Jefferson Moves to Merge With Philly’s Monell Center

The institutions have entered talks to combine.

Image via Twitter.

Jefferson Health just announced yet another plan to merge with a local institution. The health network wants to merge with the University City-based Monell Center. The two groups announced the signing of a non-binding Letter of Intent to move forward with merger talks.

The Monell Center, founded nearly 50 years ago, is known for its research on the senses of taste and smell, and the proposed merger would allow the combined group to translate the research into clinical practice.

“We will be able to go further than ever before to link the senses to health,” said Stephen K. Klasko, president and CEO of Thomas Jefferson University and Jefferson Health. “When you combine our clinical work with the entrepreneurial, academic environment of our University, the groundbreaking research that occurs at the Sidney Kimmel Medical College and now add the esteemed Monell Center into the mix, this is how you improve lives.” 

The merger would also build on a decade of collaboration between Monell and Jefferson Health’s clinical otolaryngology department. Over the years, the two have worked to advance research in chemosensory dysfunction and anosmia, loss of the sense of smell.
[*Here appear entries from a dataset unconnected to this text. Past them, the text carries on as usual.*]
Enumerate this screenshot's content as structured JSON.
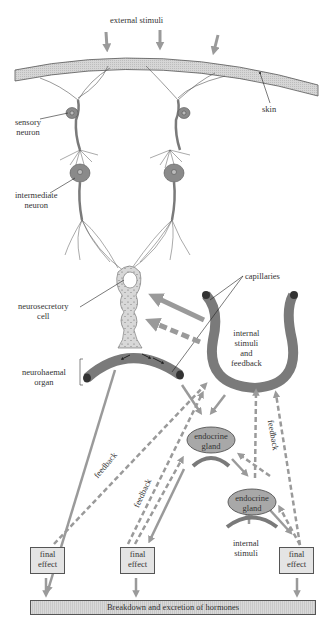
{
  "labels": {
    "external_stimuli": "external stimuli",
    "skin": "skin",
    "sensory_neuron": [
      "sensory",
      "neuron"
    ],
    "intermediate_neuron": [
      "intermediate",
      "neuron"
    ],
    "neurosecretory_cell": [
      "neurosecretory",
      "cell"
    ],
    "neurohaemal_organ": [
      "neurohaemal",
      "organ"
    ],
    "capillaries": "capillaries",
    "internal_stimuli_feedback": [
      "internal",
      "stimuli",
      "and",
      "feedback"
    ],
    "endocrine_gland_1": [
      "endocrine",
      "gland"
    ],
    "endocrine_gland_2": [
      "endocrine",
      "gland"
    ],
    "internal_stimuli": [
      "internal",
      "stimuli"
    ],
    "feedback_1": "feedback",
    "feedback_2": "feedback",
    "feedback_3": "feedback"
  },
  "final_effects": [
    {
      "line1": "final",
      "line2": "effect"
    },
    {
      "line1": "final",
      "line2": "effect"
    },
    {
      "line1": "final",
      "line2": "effect"
    }
  ],
  "bottom_bar": "Breakdown and excretion of hormones",
  "colors": {
    "arrow": "#9a9a9a",
    "tissue": "#8a8a8a",
    "skin": "#cfcfcf",
    "gland": "#a8a8a8",
    "box": "#e4e4e4"
  }
}
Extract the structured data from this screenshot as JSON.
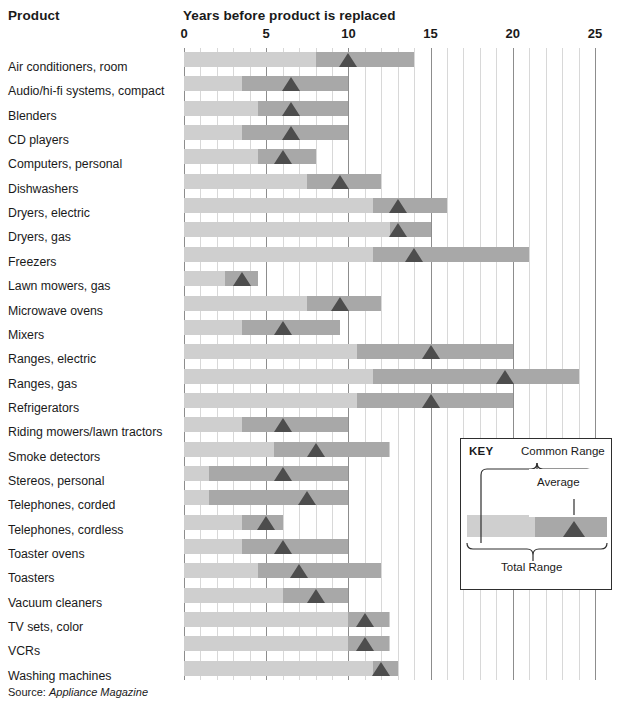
{
  "headers": {
    "product": "Product",
    "axis_title": "Years before product is replaced"
  },
  "source": {
    "prefix": "Source:",
    "name": "Appliance Magazine"
  },
  "key": {
    "title": "KEY",
    "common_range": "Common Range",
    "average": "Average",
    "total_range": "Total Range"
  },
  "colors": {
    "total_range": "#cfcfcf",
    "common_range": "#a8a8a8",
    "average_marker": "#4d4d4d",
    "grid_minor": "#d8d8d8",
    "grid_major": "#8d8d8d",
    "text": "#1a1a1a"
  },
  "chart_data": {
    "type": "bar",
    "title": "Years before product is replaced",
    "xlabel": "Years before product is replaced",
    "ylabel": "Product",
    "xlim": [
      0,
      25
    ],
    "xticks": [
      0,
      5,
      10,
      15,
      20,
      25
    ],
    "xtick_labels": [
      "0",
      "5",
      "10",
      "15",
      "20",
      "25"
    ],
    "grid": true,
    "grid_minor_step": 1,
    "grid_major_step": 5,
    "legend": "KEY box, bottom right",
    "series": [
      {
        "name": "Total Range",
        "kind": "range"
      },
      {
        "name": "Common Range",
        "kind": "range"
      },
      {
        "name": "Average",
        "kind": "marker"
      }
    ],
    "categories": [
      "Air conditioners, room",
      "Audio/hi-fi systems, compact",
      "Blenders",
      "CD players",
      "Computers, personal",
      "Dishwashers",
      "Dryers, electric",
      "Dryers, gas",
      "Freezers",
      "Lawn mowers, gas",
      "Microwave ovens",
      "Mixers",
      "Ranges, electric",
      "Ranges, gas",
      "Refrigerators",
      "Riding mowers/lawn tractors",
      "Smoke detectors",
      "Stereos, personal",
      "Telephones, corded",
      "Telephones, cordless",
      "Toaster ovens",
      "Toasters",
      "Vacuum cleaners",
      "TV sets, color",
      "VCRs",
      "Washing machines"
    ],
    "rows": [
      {
        "label": "Air conditioners, room",
        "total": [
          0,
          14.0
        ],
        "common": [
          8.0,
          14.0
        ],
        "average": 10.0
      },
      {
        "label": "Audio/hi-fi systems, compact",
        "total": [
          0,
          10.0
        ],
        "common": [
          3.5,
          10.0
        ],
        "average": 6.5
      },
      {
        "label": "Blenders",
        "total": [
          0,
          10.0
        ],
        "common": [
          4.5,
          10.0
        ],
        "average": 6.5
      },
      {
        "label": "CD players",
        "total": [
          0,
          10.0
        ],
        "common": [
          3.5,
          10.0
        ],
        "average": 6.5
      },
      {
        "label": "Computers, personal",
        "total": [
          0,
          8.0
        ],
        "common": [
          4.5,
          8.0
        ],
        "average": 6.0
      },
      {
        "label": "Dishwashers",
        "total": [
          0,
          12.0
        ],
        "common": [
          7.5,
          12.0
        ],
        "average": 9.5
      },
      {
        "label": "Dryers, electric",
        "total": [
          0,
          16.0
        ],
        "common": [
          11.5,
          16.0
        ],
        "average": 13.0
      },
      {
        "label": "Dryers, gas",
        "total": [
          0,
          15.0
        ],
        "common": [
          12.5,
          15.0
        ],
        "average": 13.0
      },
      {
        "label": "Freezers",
        "total": [
          0,
          21.0
        ],
        "common": [
          11.5,
          21.0
        ],
        "average": 14.0
      },
      {
        "label": "Lawn mowers, gas",
        "total": [
          0,
          4.5
        ],
        "common": [
          2.5,
          4.5
        ],
        "average": 3.5
      },
      {
        "label": "Microwave ovens",
        "total": [
          0,
          12.0
        ],
        "common": [
          7.5,
          12.0
        ],
        "average": 9.5
      },
      {
        "label": "Mixers",
        "total": [
          0,
          9.5
        ],
        "common": [
          3.5,
          9.5
        ],
        "average": 6.0
      },
      {
        "label": "Ranges, electric",
        "total": [
          0,
          20.0
        ],
        "common": [
          10.5,
          20.0
        ],
        "average": 15.0
      },
      {
        "label": "Ranges, gas",
        "total": [
          0,
          24.0
        ],
        "common": [
          11.5,
          24.0
        ],
        "average": 19.5
      },
      {
        "label": "Refrigerators",
        "total": [
          0,
          20.0
        ],
        "common": [
          10.5,
          20.0
        ],
        "average": 15.0
      },
      {
        "label": "Riding mowers/lawn tractors",
        "total": [
          0,
          10.0
        ],
        "common": [
          3.5,
          10.0
        ],
        "average": 6.0
      },
      {
        "label": "Smoke detectors",
        "total": [
          0,
          12.5
        ],
        "common": [
          5.5,
          12.5
        ],
        "average": 8.0
      },
      {
        "label": "Stereos, personal",
        "total": [
          0,
          10.0
        ],
        "common": [
          1.5,
          10.0
        ],
        "average": 6.0
      },
      {
        "label": "Telephones, corded",
        "total": [
          0,
          10.0
        ],
        "common": [
          1.5,
          10.0
        ],
        "average": 7.5
      },
      {
        "label": "Telephones, cordless",
        "total": [
          0,
          6.0
        ],
        "common": [
          3.5,
          6.0
        ],
        "average": 5.0
      },
      {
        "label": "Toaster ovens",
        "total": [
          0,
          10.0
        ],
        "common": [
          3.5,
          10.0
        ],
        "average": 6.0
      },
      {
        "label": "Toasters",
        "total": [
          0,
          12.0
        ],
        "common": [
          4.5,
          12.0
        ],
        "average": 7.0
      },
      {
        "label": "Vacuum cleaners",
        "total": [
          0,
          10.0
        ],
        "common": [
          6.0,
          10.0
        ],
        "average": 8.0
      },
      {
        "label": "TV sets, color",
        "total": [
          0,
          12.5
        ],
        "common": [
          10.0,
          12.5
        ],
        "average": 11.0
      },
      {
        "label": "VCRs",
        "total": [
          0,
          12.5
        ],
        "common": [
          10.0,
          12.5
        ],
        "average": 11.0
      },
      {
        "label": "Washing machines",
        "total": [
          0,
          13.0
        ],
        "common": [
          11.5,
          13.0
        ],
        "average": 12.0
      }
    ]
  }
}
They’ve also investigated taste loss from radiation for head and neck cancers and studied how exposure to breathing noxious fumes impacted olfactory function in firefighters and other first-responders.

“The tremendous synergies between Monell and Jefferson will enable us to build on our combined strengths in basic science and stem cell biology and translate them into clinical practice,” said Robert F. Margolskee, president and director of the Monell Center. “Together, our research will identify solutions to nutrition-related diseases such as obesity, hypertension, and heart disease, and also extend to address cancer, infectious disease, and neurodegenerative diseases such as Alzheimer’s dementia.”

In just the last four years, Jefferson has expanded through a series of mergers to include 13 hospitals in its regional network that now spans Pennsylvania and New Jersey.